Several workers paid large fees to labor recruiters who brought them to the U.S. with falsified documents. When the workers arrived in the U.S., they learned that their debts had increased and that they had to work at a canning plant in a small, rural town in Kansas to pay the debt. The recruiters required that the workers live in overcrowded conditions in housing that they provided. Because of its isolated location the workers had to rely on the recruiters for food and basic supplies. The recruiters took the majority of the workers’ paychecks, claiming that the money went to their debt, housing and food.

-----------------------

Immigration Status – Traffickers often use threats of deportation and document confiscation to maintain control over foreign national workers in the production industry. H-2B workers, (temporary immigrant workers) are particularly vulnerable because their legal status in the United States is tied to their employment, and because they often have extended families in their home countries who depend on their wages. Traffickers impose hefty debts to immigrant workers for job recruitment fees, transportation costs and visa processing. Additionally, traffickers prey on immigrant workers’ unfamiliarity with the language, laws and customs of the U.S. to further manipulate or exploit them.


http://www.nytimes.com/2009/03/22/us/22immig.html?pagewanted=all
Like many places across the United States, this factory town in eastern Tennessee has been transformed in the last decade by the arrival of Hispanic immigrants, many of whom are in this country illegally. Thousands of workers like Mr. López settled in Morristown, taking the lowest-paying elbow-grease jobs, some hazardous, in chicken plants and furniture factories.


http://www.incite-national.org/index.php?s=123
Today, the overwhelming majority of garment workers in the U.S. are immigrant women. They typically toil 60 - 80 hours a week in front of their machines, often without minimum wage or overtime pay. In fact, the Department of Labor estimates that more than half of the country's 22,000 sewing shops violate minimum wage and overtime laws. Many of these workers labor in dangerous conditions including blocked fire exits, unsanitary bathrooms, and poor ventilation. Government surveys reveal that 75% of U.S. garment shops violate safety and health laws. In addition, workers commonly face verbal and physical abuse and are intimidated from speaking out, fearing job loss or deportation.

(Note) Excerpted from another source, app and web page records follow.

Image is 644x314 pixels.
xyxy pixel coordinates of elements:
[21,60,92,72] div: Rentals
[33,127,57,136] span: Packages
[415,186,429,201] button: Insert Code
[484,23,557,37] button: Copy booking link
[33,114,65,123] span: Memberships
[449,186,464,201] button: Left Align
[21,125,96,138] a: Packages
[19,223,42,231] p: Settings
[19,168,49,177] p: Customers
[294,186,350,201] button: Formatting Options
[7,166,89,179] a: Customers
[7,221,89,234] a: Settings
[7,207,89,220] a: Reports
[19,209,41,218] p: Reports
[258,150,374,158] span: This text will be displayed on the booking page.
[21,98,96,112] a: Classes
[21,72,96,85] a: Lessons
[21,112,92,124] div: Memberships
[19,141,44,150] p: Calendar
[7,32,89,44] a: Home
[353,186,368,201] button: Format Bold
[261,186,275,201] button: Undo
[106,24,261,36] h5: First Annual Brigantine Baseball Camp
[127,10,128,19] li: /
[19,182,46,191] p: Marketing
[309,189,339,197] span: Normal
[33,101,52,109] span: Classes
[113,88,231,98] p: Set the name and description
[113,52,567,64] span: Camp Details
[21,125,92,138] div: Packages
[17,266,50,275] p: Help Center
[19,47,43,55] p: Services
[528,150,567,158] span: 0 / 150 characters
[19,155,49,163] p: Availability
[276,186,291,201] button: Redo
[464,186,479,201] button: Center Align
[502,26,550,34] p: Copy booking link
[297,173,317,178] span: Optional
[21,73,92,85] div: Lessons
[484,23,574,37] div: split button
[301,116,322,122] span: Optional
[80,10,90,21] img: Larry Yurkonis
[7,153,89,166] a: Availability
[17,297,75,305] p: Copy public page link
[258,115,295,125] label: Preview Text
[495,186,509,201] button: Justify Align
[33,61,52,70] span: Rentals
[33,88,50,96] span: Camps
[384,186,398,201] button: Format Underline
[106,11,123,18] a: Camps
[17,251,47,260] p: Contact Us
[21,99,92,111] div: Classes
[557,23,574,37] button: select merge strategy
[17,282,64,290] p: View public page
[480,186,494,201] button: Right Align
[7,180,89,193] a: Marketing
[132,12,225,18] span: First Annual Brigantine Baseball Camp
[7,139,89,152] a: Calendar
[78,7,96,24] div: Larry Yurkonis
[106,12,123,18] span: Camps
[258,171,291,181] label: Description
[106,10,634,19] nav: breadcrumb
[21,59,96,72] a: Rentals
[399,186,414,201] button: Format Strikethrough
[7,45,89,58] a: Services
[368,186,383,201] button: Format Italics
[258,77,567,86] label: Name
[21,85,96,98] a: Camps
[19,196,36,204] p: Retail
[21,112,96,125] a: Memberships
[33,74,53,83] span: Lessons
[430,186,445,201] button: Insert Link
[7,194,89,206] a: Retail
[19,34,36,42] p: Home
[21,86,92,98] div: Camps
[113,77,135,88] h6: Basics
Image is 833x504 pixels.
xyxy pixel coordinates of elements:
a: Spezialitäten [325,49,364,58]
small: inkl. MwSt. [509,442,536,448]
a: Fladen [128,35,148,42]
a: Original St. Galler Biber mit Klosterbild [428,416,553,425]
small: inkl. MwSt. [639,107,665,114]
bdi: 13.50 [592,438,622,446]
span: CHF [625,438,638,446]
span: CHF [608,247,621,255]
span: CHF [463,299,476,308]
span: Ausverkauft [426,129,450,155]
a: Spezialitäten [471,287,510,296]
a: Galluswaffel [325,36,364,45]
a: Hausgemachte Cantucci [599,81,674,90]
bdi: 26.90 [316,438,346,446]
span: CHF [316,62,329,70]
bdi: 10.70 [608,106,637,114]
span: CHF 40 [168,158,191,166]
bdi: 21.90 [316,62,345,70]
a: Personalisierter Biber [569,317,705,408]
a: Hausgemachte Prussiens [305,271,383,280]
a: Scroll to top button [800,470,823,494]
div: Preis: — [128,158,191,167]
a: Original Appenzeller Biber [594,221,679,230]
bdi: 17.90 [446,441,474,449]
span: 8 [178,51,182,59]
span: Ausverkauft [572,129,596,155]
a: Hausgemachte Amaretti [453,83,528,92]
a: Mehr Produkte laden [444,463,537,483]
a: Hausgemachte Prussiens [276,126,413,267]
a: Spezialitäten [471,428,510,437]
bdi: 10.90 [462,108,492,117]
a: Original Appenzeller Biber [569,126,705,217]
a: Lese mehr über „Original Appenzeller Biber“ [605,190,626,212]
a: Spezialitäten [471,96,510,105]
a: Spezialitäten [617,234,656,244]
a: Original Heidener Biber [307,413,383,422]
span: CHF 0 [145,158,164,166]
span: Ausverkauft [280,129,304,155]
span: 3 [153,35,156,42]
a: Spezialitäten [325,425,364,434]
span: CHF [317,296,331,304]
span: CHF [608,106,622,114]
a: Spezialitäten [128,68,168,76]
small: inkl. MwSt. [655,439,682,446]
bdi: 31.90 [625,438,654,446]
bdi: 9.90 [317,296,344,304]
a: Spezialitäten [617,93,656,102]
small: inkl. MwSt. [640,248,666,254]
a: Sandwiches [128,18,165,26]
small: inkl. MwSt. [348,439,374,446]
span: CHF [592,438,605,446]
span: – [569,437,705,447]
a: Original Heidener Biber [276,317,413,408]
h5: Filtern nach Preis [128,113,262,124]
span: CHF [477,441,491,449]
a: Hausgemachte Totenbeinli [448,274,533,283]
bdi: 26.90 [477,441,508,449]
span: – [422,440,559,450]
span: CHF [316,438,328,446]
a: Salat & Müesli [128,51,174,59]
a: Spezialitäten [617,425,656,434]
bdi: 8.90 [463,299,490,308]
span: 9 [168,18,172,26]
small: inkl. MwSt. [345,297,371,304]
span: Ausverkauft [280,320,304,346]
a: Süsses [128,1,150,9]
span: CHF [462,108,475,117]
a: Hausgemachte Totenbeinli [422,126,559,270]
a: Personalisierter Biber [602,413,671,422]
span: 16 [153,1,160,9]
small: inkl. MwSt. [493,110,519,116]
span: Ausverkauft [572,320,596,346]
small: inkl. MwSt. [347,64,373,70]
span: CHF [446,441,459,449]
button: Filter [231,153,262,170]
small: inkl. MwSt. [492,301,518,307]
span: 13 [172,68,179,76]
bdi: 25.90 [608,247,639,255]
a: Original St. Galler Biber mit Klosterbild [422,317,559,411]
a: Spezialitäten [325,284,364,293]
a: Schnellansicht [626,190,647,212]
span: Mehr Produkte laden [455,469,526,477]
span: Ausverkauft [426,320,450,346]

The pattern of importing immigrant labor leading to lower wages and unsafe workplaces is unmistakeable.

What is the solution? Get rid of immigration? No, I have an even more effective idea: the solution is to UNIONIZE immigrant workers. It is plainly obvious that farmers and factory workers and other employers are dependent upon cheap labor. They do not have a God-given right to treat their workers like crap, put their lives needlessly in danger, and pay them crap wages. Workers have a right to fight back and ask for help from the Government, and we should be clamoring to give them that.

The solution is to renegotiate abominations like NAFTA to include a guarantee that all participant nations institute a livable wage for its workers, and to ensure that they obey strict pollution controls and enforce effective workplace safety laws. If we're going to have trade agreements of any sort, then use them to improve conditions for workers in all participating nations.

If you really think you need immigrant labor, then you need to treat them as humanely and pay them as well as you'd pay Americans. Period. That's not how immigrant labor is being treated right now.